When looking at creative work, we tend to look towards the best designs in the industry and marvel over their simplicity, beauty, and effectiveness. Some admire it, some look to emulate it. As a designer, I often find myself asking “How on earth did they come up with that?”

How can each person be more creative in their own work? The most important thing to remember is that creativity is not magic, it’s not genetic, it’s not quick & easy, and it’s not just restricted to art or music. It’s a skill that can be trained, most creatives spending years of education and training to get good at it.

To help you harness the power of creativity, this article will outline the five-step creative process one goes through when generating ideas and creating amazing work. Understanding these 5 steps will not only help you understand the creatives you work with but to be more creative yourself in any industry.

Disclaimer: Results may vary!

While some professional creatives might make it look easy, the creative process is not linear, or predictable. It might take days, or weeks, or months, and you might have to go back and forth and repeat steps to get the desired outcome.

Sometimes deadlines force us to accelerate the process, but usually the more time we spend with the process, the better the ideas will be. The process is also not just limited to the arts. Each step looks different for each person, job, industry, or creative medium.

1) Preparation

The key to this step is to fully immerse oneself in the material. This step usually involves a creative brief and includes things like researching a brand, the target audience, or gathering inspirations from other sources. If you’re a writer, you’re reading other works in the same area. If you’re a musician, you’re listening to other pieces of music that inspires you. The same applies for the creative class of graphic designers and digital artists.

2) Incubation

This step is where the “magic” happens for most creatives. After we absorb all the information from the Preparation phase, the next step is to let the ideas marinate in our subconscious.
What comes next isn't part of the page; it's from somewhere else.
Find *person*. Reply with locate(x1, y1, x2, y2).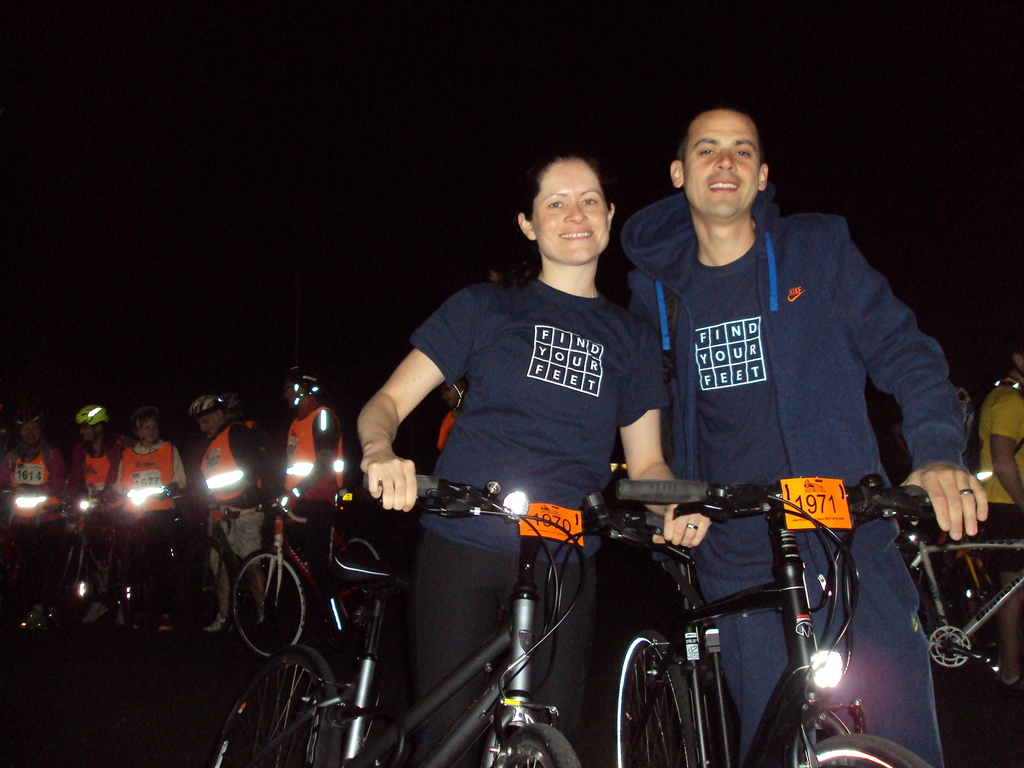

This is when you step away from the problem and do something else; that could be grabbing lunch, going for a run, watching TV, taking a shower, doing laundry, or getting a good night’s rest. For me, some of my best ideas come during nighttime drives through Dallas, admiring the lights of the city skyline.

3) Illumination

This is the lightbulb moment — the “Aha!” moment, the “Eureka!” — the moment when the perfect idea hits you like a bolt of lightning. As a mentor of mine once said, the best ideas come when two unrelated ideas bounce around in your brain for a while and collide together to create something amazing. When this moment hits, a person might rush to their sketchbook or keyboard to jot it down before it escapes them.

4) Evaluation

This is the hard part, where you look at all the ideas before you and narrow it down to which ones work and which ones don’t. This is usually the phase when client feedback comes into the mix and you, your team and the client weigh different options and decide what works for the problem at hand.

5) Implementation

You’ve done the work, you’ve narrowed it down, you’ve decided on a direction, now go! This is the part where the final product gets produced, where things like skill, experience, knowledge, and hours of work come in to play. This is the writer’s final draft, the artist’s finished piece, the musician’s live performance. The satisfaction of a job well done after this stage makes all the hours of hard work worth it.

People in creative industries spend thousands of hours repeating and perfecting this process to figure out what works for them, but that doesn’t mean only designers and writers can use it. I encourage you to use these 5 steps in your work to help make work that’s more creative, more revolutionary and will be sure to impress your clients and yourself. Go for it!